ONLY at high temperatures. At the temperature in a cask the amount of Zr corrosion from air is very small. You need heat and lots of it to force the reaction of Zr + O = ZrO. No heat? No ZrO.


Also, note that spent fuel which HAS somehow managed to catch fire (perhaps, say, by an airplane crashing into it) is virtually impossible to put out.  A dry cask fire could cause a million casualties or more.

It would be easier to get a ceramic (like a china plate) to burn.


 Radioactive waste cannot be rendered harmless.


No, and neither can lots of chemicals released from combustion processes - including the combustion of "sun cycle" materials like alcohol.

 

  YES, THEY ARE POOR.  You see, the owners keep taking all the excess money, and on a day-to-day basis, the plants have little money for investing in things like new equipment.  Nearly everything is replaced only AFTER failure -- including pumps, pipes, valves, switches, bearings, straps, hooks, hydraulic lines, control room electronics, etc. etc. etc..

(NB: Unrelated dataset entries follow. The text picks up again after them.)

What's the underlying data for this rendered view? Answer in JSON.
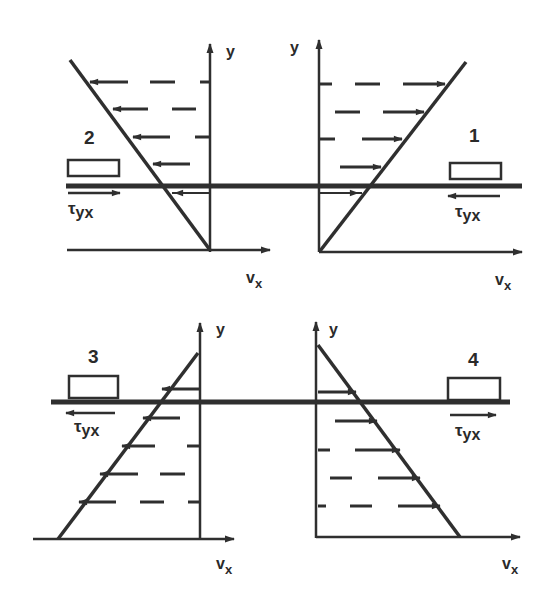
{
  "figure": {
    "stroke_color": "#2f2f2f",
    "background": "#ffffff"
  },
  "panels": [
    {
      "id": "1",
      "label": "1",
      "y_axis_label": "y",
      "x_axis_label": "v",
      "x_axis_sub": "x",
      "stress_symbol": "τ",
      "stress_sub": "yx",
      "velocity_arrow_direction": "right",
      "stress_arrow_direction": "left",
      "profile": "increasing with y, zero at bottom wall"
    },
    {
      "id": "2",
      "label": "2",
      "y_axis_label": "y",
      "x_axis_label": "v",
      "x_axis_sub": "x",
      "stress_symbol": "τ",
      "stress_sub": "yx",
      "velocity_arrow_direction": "left",
      "stress_arrow_direction": "right",
      "profile": "negative, magnitude increasing with y, zero at bottom wall"
    },
    {
      "id": "3",
      "label": "3",
      "y_axis_label": "y",
      "x_axis_label": "v",
      "x_axis_sub": "x",
      "stress_symbol": "τ",
      "stress_sub": "yx",
      "velocity_arrow_direction": "left",
      "stress_arrow_direction": "left",
      "profile": "negative, magnitude decreasing with y, zero at top"
    },
    {
      "id": "4",
      "label": "4",
      "y_axis_label": "y",
      "x_axis_label": "v",
      "x_axis_sub": "x",
      "stress_symbol": "τ",
      "stress_sub": "yx",
      "velocity_arrow_direction": "right",
      "stress_arrow_direction": "right",
      "profile": "positive, magnitude decreasing with y, zero at top"
    }
  ]
}
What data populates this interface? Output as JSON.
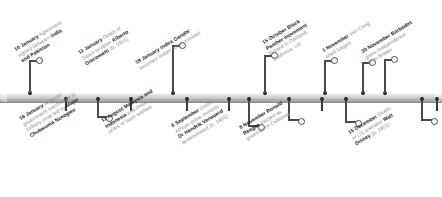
{
  "figure": {
    "name": "1966 events timeline",
    "orientation": "horizontal",
    "axis_color": "#c2c2c2",
    "date_color": "#1c1c1c",
    "body_color": "#8d8d8d",
    "label_rotation_deg": -31
  },
  "chart_data": {
    "type": "table",
    "title": "",
    "xlabel": "",
    "ylabel": "",
    "events": [
      {
        "date": "10 January",
        "side": "above",
        "lines": [
          [
            {
              "t": "10 January",
              "b": true
            },
            {
              "t": " Agreement",
              "b": false
            }
          ],
          [
            {
              "t": "signed between ",
              "b": false
            },
            {
              "t": "India",
              "b": true
            }
          ],
          [
            {
              "t": "and Pakistan",
              "b": true
            }
          ]
        ],
        "text": "10 January Agreement signed between India and Pakistan"
      },
      {
        "date": "11 January",
        "side": "above",
        "lines": [
          [
            {
              "t": "11 January",
              "b": true
            },
            {
              "t": " Death of",
              "b": false
            }
          ],
          [
            {
              "t": "Swiss sculptor ",
              "b": false
            },
            {
              "t": "Alberto",
              "b": true
            }
          ],
          [
            {
              "t": "Giacometti",
              "b": true
            },
            {
              "t": " (b. 1901)",
              "b": false
            }
          ]
        ],
        "text": "11 January Death of Swiss sculptor Alberto Giacometti (b. 1901)"
      },
      {
        "date": "16 January",
        "side": "below",
        "lines": [
          [
            {
              "t": "16 January",
              "b": true
            },
            {
              "t": " Nigerian",
              "b": false
            }
          ],
          [
            {
              "t": "government overthrown in",
              "b": false
            }
          ],
          [
            {
              "t": "military coup led by ",
              "b": false
            },
            {
              "t": "Major",
              "b": true
            }
          ],
          [
            {
              "t": "Chukwuma Nzeogwu",
              "b": true
            }
          ]
        ],
        "text": "16 January Nigerian government overthrown in military coup led by Major Chukwuma Nzeogwu"
      },
      {
        "date": "19 January",
        "side": "above",
        "lines": [
          [
            {
              "t": "19 January Indira Gandhi",
              "b": true
            }
          ],
          [
            {
              "t": "becomes Indian prime minister",
              "b": false
            }
          ]
        ],
        "text": "19 January Indira Gandhi becomes Indian prime minister"
      },
      {
        "date": "11 August",
        "side": "below",
        "lines": [
          [
            {
              "t": "11 August Malaysia and",
              "b": true
            }
          ],
          [
            {
              "t": "Indonesia",
              "b": true
            },
            {
              "t": " end three",
              "b": false
            }
          ],
          [
            {
              "t": "years of bush warfare",
              "b": false
            }
          ]
        ],
        "text": "11 August Malaysia and Indonesia end three years of bush warfare"
      },
      {
        "date": "6 September",
        "side": "below",
        "lines": [
          [
            {
              "t": "6 September",
              "b": true
            },
            {
              "t": " South",
              "b": false
            }
          ],
          [
            {
              "t": "African prime minister",
              "b": false
            }
          ],
          [
            {
              "t": "Dr Hendrik Verwoerd",
              "b": true
            }
          ],
          [
            {
              "t": "assassinated (b. 1901)",
              "b": false
            }
          ]
        ],
        "text": "6 September South African prime minister Dr Hendrik Verwoerd assassinated (b. 1901)"
      },
      {
        "date": "15 October",
        "side": "above",
        "lines": [
          [
            {
              "t": "15 October Black",
              "b": true
            }
          ],
          [
            {
              "t": "Panther movement",
              "b": true
            }
          ],
          [
            {
              "t": "formed in Oakland,",
              "b": false
            }
          ],
          [
            {
              "t": "California, US",
              "b": false
            }
          ]
        ],
        "text": "15 October Black Panther movement formed in Oakland, California, US"
      },
      {
        "date": "1 November",
        "side": "above",
        "lines": [
          [
            {
              "t": "1 November",
              "b": true
            },
            {
              "t": " Viet Cong",
              "b": false
            }
          ],
          [
            {
              "t": "shell Saigon",
              "b": false
            }
          ]
        ],
        "text": "1 November Viet Cong shell Saigon"
      },
      {
        "date": "8 November",
        "side": "below",
        "lines": [
          [
            {
              "t": "8 November Ronald",
              "b": true
            }
          ],
          [
            {
              "t": "Reagan",
              "b": true
            },
            {
              "t": " elected as",
              "b": false
            }
          ],
          [
            {
              "t": "governor of California",
              "b": false
            }
          ]
        ],
        "text": "8 November Ronald Reagan elected as governor of California"
      },
      {
        "date": "30 November",
        "side": "above",
        "lines": [
          [
            {
              "t": "30 November Barbados",
              "b": true
            }
          ],
          [
            {
              "t": "gains independence",
              "b": false
            }
          ],
          [
            {
              "t": "from Britain",
              "b": false
            }
          ]
        ],
        "text": "30 November Barbados gains independence from Britain"
      },
      {
        "date": "15 December",
        "side": "below",
        "lines": [
          [
            {
              "t": "15 December",
              "b": true
            },
            {
              "t": " Death",
              "b": false
            }
          ],
          [
            {
              "t": "of US animator ",
              "b": false
            },
            {
              "t": "Walt",
              "b": true
            }
          ],
          [
            {
              "t": "Disney",
              "b": true
            },
            {
              "t": " (b. 1901)",
              "b": false
            }
          ]
        ],
        "text": "15 December Death of US animator Walt Disney (b. 1901)"
      }
    ]
  },
  "layout": {
    "ticks_above": [
      29,
      172,
      288,
      384,
      558,
      678,
      793,
      971,
      1086,
      1305
    ],
    "geometry": [
      {
        "event": 0,
        "tick": 29,
        "side": "above",
        "stem_h": 33,
        "ring_dx": 10,
        "label_x": 13,
        "label_y": 47
      },
      {
        "event": 1,
        "tick": 172,
        "side": "above",
        "stem_h": 48,
        "ring_dx": 10,
        "label_x": 77,
        "label_y": 50
      },
      {
        "event": 2,
        "tick": 97,
        "side": "below",
        "stem_h": 17,
        "ring_dx": 12,
        "label_x": 18,
        "label_y": 116
      },
      {
        "event": 3,
        "tick": 384,
        "side": "above",
        "stem_h": 34,
        "ring_dx": 10,
        "label_x": 134,
        "label_y": 60
      },
      {
        "event": 4,
        "tick": 288,
        "side": "below",
        "stem_h": 20,
        "ring_dx": 13,
        "label_x": 100,
        "label_y": 118
      },
      {
        "event": 5,
        "tick": 248,
        "side": "below",
        "stem_h": 26,
        "ring_dx": 13,
        "label_x": 170,
        "label_y": 123
      },
      {
        "event": 6,
        "tick": 793,
        "side": "above",
        "stem_h": 38,
        "ring_dx": 10,
        "label_x": 261,
        "label_y": 40
      },
      {
        "event": 7,
        "tick": 971,
        "side": "above",
        "stem_h": 33,
        "ring_dx": 10,
        "label_x": 321,
        "label_y": 48
      },
      {
        "event": 8,
        "tick": 345,
        "side": "below",
        "stem_h": 22,
        "ring_dx": 13,
        "label_x": 238,
        "label_y": 125
      },
      {
        "event": 9,
        "tick": 1086,
        "side": "above",
        "stem_h": 31,
        "ring_dx": 10,
        "label_x": 360,
        "label_y": 49
      },
      {
        "event": 10,
        "tick": 421,
        "side": "below",
        "stem_h": 20,
        "ring_dx": 13,
        "label_x": 347,
        "label_y": 130
      }
    ]
  }
}
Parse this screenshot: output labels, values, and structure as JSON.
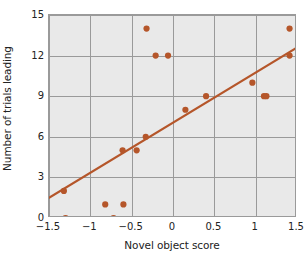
{
  "chart_data": {
    "type": "scatter",
    "title": "",
    "xlabel": "Novel object score",
    "ylabel": "Number of trials leading",
    "xlim": [
      -1.5,
      1.5
    ],
    "ylim": [
      0,
      15
    ],
    "xticks": [
      "−1.5",
      "−1",
      "−0.5",
      "0",
      "0.5",
      "1",
      "1.5"
    ],
    "xtick_values": [
      -1.5,
      -1,
      -0.5,
      0,
      0.5,
      1,
      1.5
    ],
    "yticks": [
      "0",
      "3",
      "6",
      "9",
      "12",
      "15"
    ],
    "ytick_values": [
      0,
      3,
      6,
      9,
      12,
      15
    ],
    "grid": true,
    "legend": "none",
    "series": [
      {
        "name": "observations",
        "type": "scatter",
        "marker": "circle",
        "color": "#b5562a",
        "points": [
          {
            "x": -1.3,
            "y": 0
          },
          {
            "x": -1.32,
            "y": 2
          },
          {
            "x": -0.82,
            "y": 1
          },
          {
            "x": -0.72,
            "y": 0
          },
          {
            "x": -0.6,
            "y": 1
          },
          {
            "x": -0.61,
            "y": 5
          },
          {
            "x": -0.44,
            "y": 5
          },
          {
            "x": -0.33,
            "y": 6
          },
          {
            "x": -0.32,
            "y": 14
          },
          {
            "x": -0.21,
            "y": 12
          },
          {
            "x": -0.06,
            "y": 12
          },
          {
            "x": 0.15,
            "y": 8
          },
          {
            "x": 0.4,
            "y": 9
          },
          {
            "x": 0.96,
            "y": 10
          },
          {
            "x": 1.1,
            "y": 9
          },
          {
            "x": 1.13,
            "y": 9
          },
          {
            "x": 1.41,
            "y": 14
          },
          {
            "x": 1.41,
            "y": 12
          }
        ]
      },
      {
        "name": "fitted-regression-line",
        "type": "line",
        "color": "#b5562a",
        "endpoints": [
          {
            "x": -1.5,
            "y": 1.5
          },
          {
            "x": 1.5,
            "y": 12.6
          }
        ]
      }
    ],
    "style": {
      "panel_background": "#e9e9e9",
      "gridline_color": "#9a9a9a",
      "marker_color": "#b5562a",
      "line_color": "#b5562a",
      "text_color": "#222222",
      "figure_background": "#ffffff"
    }
  }
}
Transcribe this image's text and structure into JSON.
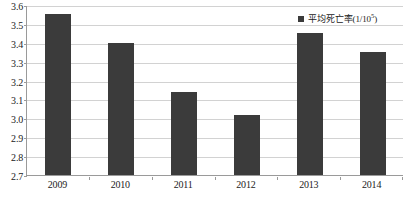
{
  "chart_data": {
    "type": "bar",
    "title": "",
    "xlabel": "",
    "ylabel": "",
    "categories": [
      "2009",
      "2010",
      "2011",
      "2012",
      "2013",
      "2014"
    ],
    "values": [
      3.55,
      3.4,
      3.14,
      3.02,
      3.45,
      3.35
    ],
    "series": [
      {
        "name": "平均死亡率(1/10⁵)",
        "values": [
          3.55,
          3.4,
          3.14,
          3.02,
          3.45,
          3.35
        ]
      }
    ],
    "ylim": [
      2.7,
      3.6
    ],
    "ytick_step": 0.1,
    "yticks": [
      "3.6",
      "3.5",
      "3.4",
      "3.3",
      "3.2",
      "3.1",
      "3.0",
      "2.9",
      "2.8",
      "2.7"
    ],
    "ytick_values": [
      3.6,
      3.5,
      3.4,
      3.3,
      3.2,
      3.1,
      3.0,
      2.9,
      2.8,
      2.7
    ],
    "grid": true,
    "legend_position": "top-right",
    "bar_color": "#3b3b3b",
    "gridline_color": "#d2d2d2",
    "axis_color": "#9a9a9a"
  },
  "legend": {
    "marker_name": "legend-color-swatch",
    "label_main": "平均死亡率(1/10",
    "label_sup": "5",
    "label_tail": ")"
  }
}
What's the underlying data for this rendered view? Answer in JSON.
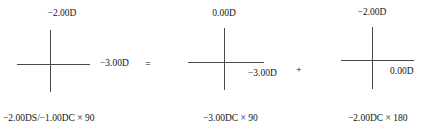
{
  "figure": {
    "type": "optical-cross-diagram",
    "equation_operators": {
      "equals": "=",
      "plus": "+"
    },
    "crosses": [
      {
        "id": "cross-1",
        "vertical_meridian_power": "−2.00D",
        "horizontal_meridian_power": "−3.00D",
        "prescription": "−2.00DS/−1.00DC × 90"
      },
      {
        "id": "cross-2",
        "vertical_meridian_power": "0.00D",
        "horizontal_meridian_power": "−3.00D",
        "prescription": "−3.00DC × 90"
      },
      {
        "id": "cross-3",
        "vertical_meridian_power": "−2.00D",
        "horizontal_meridian_power": "0.00D",
        "prescription": "−2.00DC × 180"
      }
    ]
  }
}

No. There is a replacement program and preventative maintenance (PM) in every plant. These are based on data related to failure history for each part in the entire industry. That is, pumps are routinely rebuilt, bearings are routinely tested for noise and heating, valves are exercised and repaired as needed. Electronics are tested and replaced. Gauges are tested, calibrated, and replaced. In fact, much of the low level rad waste at nuc plants is parts and materials used in PM.


 
 Only the world's most corrupt, secretive, dangerous AND lucrative "industry" -- the NUCLEAR MAFIA.

I am not sure of what is secretive. Everything I have seen in the industry is open (expect issues of security).

Finally, if the industry was lucrative it would have to be much cheaper than coal and gas. As you pointed out the differential between coal and gas is not enough to make it exceptionally lucrative.